Christine Burdett, Provincial Chair, Friends of Medicare, Leduc, Alberta

Privatization pusher extraordinaire

It doesn’t usually get as blatant as blowing up a hospital, but those are precisely the lengths Ralph Klein is going to in his pit bull-style promotion of private health care in Alberta.

Klein is back for round three in his quest to let private hospitals operate in the public system with public funds. It was Klein’s health care funding cuts that closed beds, wards and hospitals – including the demolition of the Bow Valley Centre of the Calgary General Hospital in late 1998.

With his manufactured health care crisis up and running, Klein now uses bed shortages and longer waiting to justify allowing private hospitals to perform operations that require an overnight stay. Despite widespread opposition that has forced the premier to retreat from his private hospital

legislation in the past, a new bill is to be introduced early in 2000.

The legislation would accredit private hospitals to perform both insured and non-insured surgeries that require overnight and extended stays, and will permit public health authorities to contract with these private hospitals. Public funds will be diverted into private, for-profit health care ventures — yet no studies show the private sector can do the procedures more cost-effectively.

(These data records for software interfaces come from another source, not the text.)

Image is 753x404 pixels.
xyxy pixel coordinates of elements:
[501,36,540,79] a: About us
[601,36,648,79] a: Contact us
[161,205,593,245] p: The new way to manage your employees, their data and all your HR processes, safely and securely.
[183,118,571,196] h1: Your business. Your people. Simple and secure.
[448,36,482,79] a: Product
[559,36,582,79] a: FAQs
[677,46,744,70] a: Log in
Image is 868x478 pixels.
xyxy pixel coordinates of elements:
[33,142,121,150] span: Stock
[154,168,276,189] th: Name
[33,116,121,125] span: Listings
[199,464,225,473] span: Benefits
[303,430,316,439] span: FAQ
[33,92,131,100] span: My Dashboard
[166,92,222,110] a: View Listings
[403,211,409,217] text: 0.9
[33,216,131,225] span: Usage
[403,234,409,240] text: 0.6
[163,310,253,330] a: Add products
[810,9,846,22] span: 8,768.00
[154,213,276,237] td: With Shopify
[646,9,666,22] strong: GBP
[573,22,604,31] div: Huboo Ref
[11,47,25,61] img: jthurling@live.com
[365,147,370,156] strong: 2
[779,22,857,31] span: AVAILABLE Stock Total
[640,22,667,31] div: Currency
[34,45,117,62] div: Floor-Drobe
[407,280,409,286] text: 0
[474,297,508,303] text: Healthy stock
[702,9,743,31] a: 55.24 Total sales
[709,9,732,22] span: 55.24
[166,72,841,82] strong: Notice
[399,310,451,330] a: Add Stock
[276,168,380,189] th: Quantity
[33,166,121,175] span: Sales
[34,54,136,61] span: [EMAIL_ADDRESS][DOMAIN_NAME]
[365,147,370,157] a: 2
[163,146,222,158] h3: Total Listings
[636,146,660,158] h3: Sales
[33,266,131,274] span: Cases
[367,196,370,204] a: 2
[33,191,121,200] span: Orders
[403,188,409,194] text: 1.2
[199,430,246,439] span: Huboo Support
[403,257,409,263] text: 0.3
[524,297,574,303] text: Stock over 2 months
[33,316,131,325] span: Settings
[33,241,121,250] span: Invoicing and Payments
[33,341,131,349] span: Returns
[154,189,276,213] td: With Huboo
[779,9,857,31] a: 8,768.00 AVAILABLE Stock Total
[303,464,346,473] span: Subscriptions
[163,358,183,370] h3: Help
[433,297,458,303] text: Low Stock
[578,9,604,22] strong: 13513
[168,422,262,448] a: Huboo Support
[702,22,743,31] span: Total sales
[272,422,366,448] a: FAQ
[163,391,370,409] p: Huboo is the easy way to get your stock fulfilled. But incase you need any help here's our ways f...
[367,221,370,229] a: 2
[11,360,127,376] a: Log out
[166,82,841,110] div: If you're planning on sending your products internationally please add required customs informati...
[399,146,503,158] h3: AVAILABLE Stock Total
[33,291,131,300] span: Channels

Another Calgary hospital was spared the dynamite, but has been handed at bargain-basement prices to a group with plans that could be as explosive for Medicare — Calgary’s Health Resources Group. The HRG, a private hospital looking to expand its market, has backing from a group with years of experience siphoning public health care dollars into the private system — private lab giant MDS.

Follow the money

Directly, and through venture capital funds it manages, MDS has invested $3 million in the start up costs of HRG's hospital, and three MDS representatives sit on the HRG board of directors. And, to close the circle, MDS, its partners and subsidiaries together are the province’s largest donor to the Alberta Tories

Together, this tight-knit group is pushing for legislative changes that jeopardize two key guarantees of the Canada Health Act. Klein’s private hospital plans threaten the principles of public administration and accessibility. While Klein reassures Albertans and Canadians that no principles of the act are actually violated, the spirit of the act is being trampled.

In addition to serious national repercussions for Medicare, Alberta’s actions have equally dangerous implications under the North American Free Trade Agreement. Canada negotiated a NAFTA ‘carve out’ protecting health care. If the HRG and Klein get their way, that protection would no longer apply, leaving health care open to NAFTA provisions allowing American corporations to enter the Canadian market.